Why Boundaries Feel So Uncomfortable

The Guilt We Don’t Talk About

For a long time, boundaries felt cruel to me.

When my kids were growing up, MS fatigue often forced me to say no to things I genuinely wanted to say yes to. Big things like going to competitions and plays, and even the small things like going to the park or playing games together. Every no felt like a heartbreak, layered with guilt and fear that I was letting them down.

I didn’t just feel exhausted. I felt like I was failing.

What made it harder was the belief that good parents, good partners, good people push through. That love looks like sacrifice. That disappointing someone you love means you’ve done something wrong.

So I ignored my limits when I could. And when I couldn’t, I carried the guilt anyway.

 

Why Boundaries Trigger So Much Shame

Many of us were taught, directly or indirectly, that being good meant being accommodating. Being loving meant putting others first. Being responsible meant managing everything, even at our own expense.

When that’s the framework you grow up with, boundaries don’t feel neutral. They feel dangerous.

They feel like rejection.
They feel like selfishness.
They feel like letting people down.

Especially when the people involved matter deeply to you.

 

What Boundaries Actually Are

Over time, I’ve had to relearn what boundaries really mean.

Boundaries are not punishments or ultimatums. They’re not walls designed to keep people out.

Boundaries are information.

They tell the truth about your capacity. About what is possible in a given body, in a given season, on a given day. In my case, my body had unusual health limits. Pretending otherwise didn’t make those limits disappear. It just made everything harder.

Saying no to something fun wasn’t a lack of love. It was an act of responsibility and care, both for myself and for my family. 

 

Boundaries and the Nervous System

There’s also a physical side to this that we don’t talk about enough.

When you ignore your limits, your nervous system stays on high alert. You brace, push, override, and compensate. Over time, that creates chronic stress and exhaustion.

When you honor your limits, even imperfectly, your body gets a different message. You are safe. You are allowed to rest. You don’t have to earn care by overextending yourself.

Boundaries aren’t just emotional. They’re physiological.

 

What Gentle Boundaries Look Like

Boundaries don’t have to set major limits to be worthwhile. 

Maybe you could pause instead of answering right away. Maybe try simple honesty without over-explaining. And sometimes a healthy boundary means allowing someone else to be disappointed without rushing to fix it.

That was one of the hardest lessons for me as a parent. Letting my kids feel disappointed without absorbing it as proof that I was doing something wrong.

Discomfort doesn’t always mean damage. I explained to them why I had to say no, and showed them that I shared their disappointment. Despite the guilt I felt, my kids tell me now that they never felt deprived because they knew I was doing the best that I could.

 

You’re Not Becoming Selfish

If boundaries feel hard for you, it doesn’t mean you’re bad at them. It means you were taught to value others’ needs above your own capacity.

Learning to honor your limits isn’t selfishness. It’s self-respect.

And self-respect is what makes sustainable love possible.

You’re allowed to have limits. You’re allowed to tell the truth about them. And you’re allowed to trust that honesty is enough.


● WHAT THE TASK REQUIRES
In the listing below, find every line containing "pixels" and copy it out.

● INFORMATION GIVEN
**********

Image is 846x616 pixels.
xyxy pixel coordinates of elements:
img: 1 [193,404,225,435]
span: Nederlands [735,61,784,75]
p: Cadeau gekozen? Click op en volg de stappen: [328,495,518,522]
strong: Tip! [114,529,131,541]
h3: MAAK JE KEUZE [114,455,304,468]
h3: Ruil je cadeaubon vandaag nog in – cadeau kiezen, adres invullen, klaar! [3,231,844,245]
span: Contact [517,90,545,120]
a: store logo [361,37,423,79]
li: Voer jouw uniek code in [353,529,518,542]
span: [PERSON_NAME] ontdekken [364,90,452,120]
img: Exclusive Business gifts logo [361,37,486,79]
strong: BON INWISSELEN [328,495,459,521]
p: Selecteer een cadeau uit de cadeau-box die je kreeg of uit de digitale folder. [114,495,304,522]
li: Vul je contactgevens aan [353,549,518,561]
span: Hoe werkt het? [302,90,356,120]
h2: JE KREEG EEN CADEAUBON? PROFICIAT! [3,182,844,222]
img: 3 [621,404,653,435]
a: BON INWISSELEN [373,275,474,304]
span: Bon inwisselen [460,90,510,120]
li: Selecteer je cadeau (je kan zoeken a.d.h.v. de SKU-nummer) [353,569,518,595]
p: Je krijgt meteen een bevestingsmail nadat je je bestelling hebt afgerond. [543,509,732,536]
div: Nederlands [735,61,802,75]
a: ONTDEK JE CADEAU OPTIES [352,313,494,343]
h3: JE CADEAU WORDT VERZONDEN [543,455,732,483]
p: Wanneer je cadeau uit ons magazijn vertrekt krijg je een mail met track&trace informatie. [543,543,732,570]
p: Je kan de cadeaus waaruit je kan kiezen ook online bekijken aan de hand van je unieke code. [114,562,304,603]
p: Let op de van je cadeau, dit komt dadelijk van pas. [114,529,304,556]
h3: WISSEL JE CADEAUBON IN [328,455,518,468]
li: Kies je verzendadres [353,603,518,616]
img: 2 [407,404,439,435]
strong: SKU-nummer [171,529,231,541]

**********

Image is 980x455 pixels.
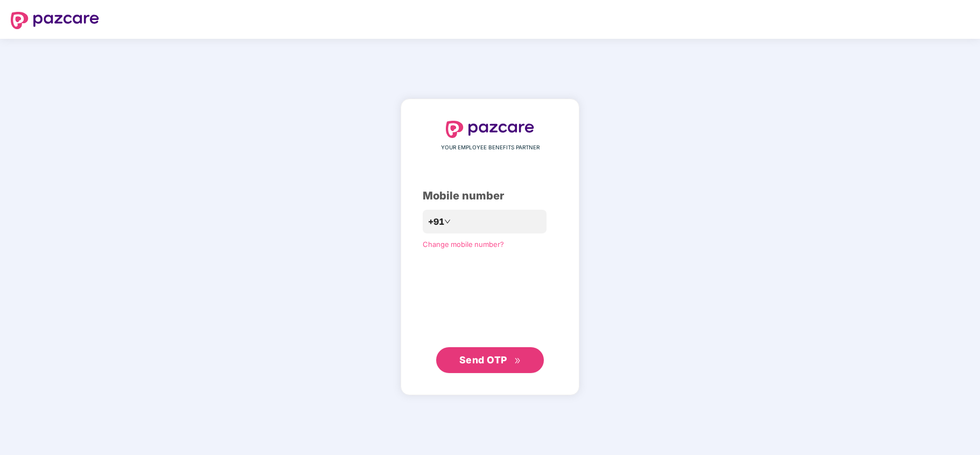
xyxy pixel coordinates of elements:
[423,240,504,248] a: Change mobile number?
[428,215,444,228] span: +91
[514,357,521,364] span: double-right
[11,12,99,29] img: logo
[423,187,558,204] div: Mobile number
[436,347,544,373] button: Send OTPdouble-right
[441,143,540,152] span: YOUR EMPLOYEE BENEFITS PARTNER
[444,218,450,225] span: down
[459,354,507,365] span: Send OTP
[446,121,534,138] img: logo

**********

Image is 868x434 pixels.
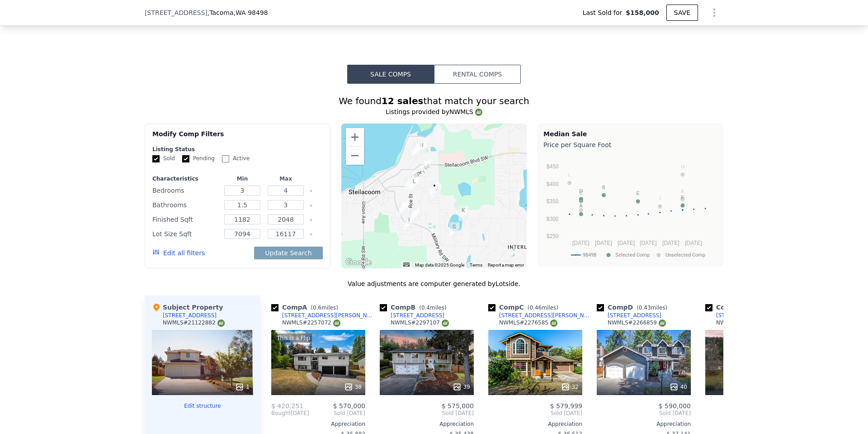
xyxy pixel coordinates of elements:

**********

● RESPONSE BOX
Image is 846x616 pixels.
Image is 980x455 pixels.
Image is 868x434 pixels.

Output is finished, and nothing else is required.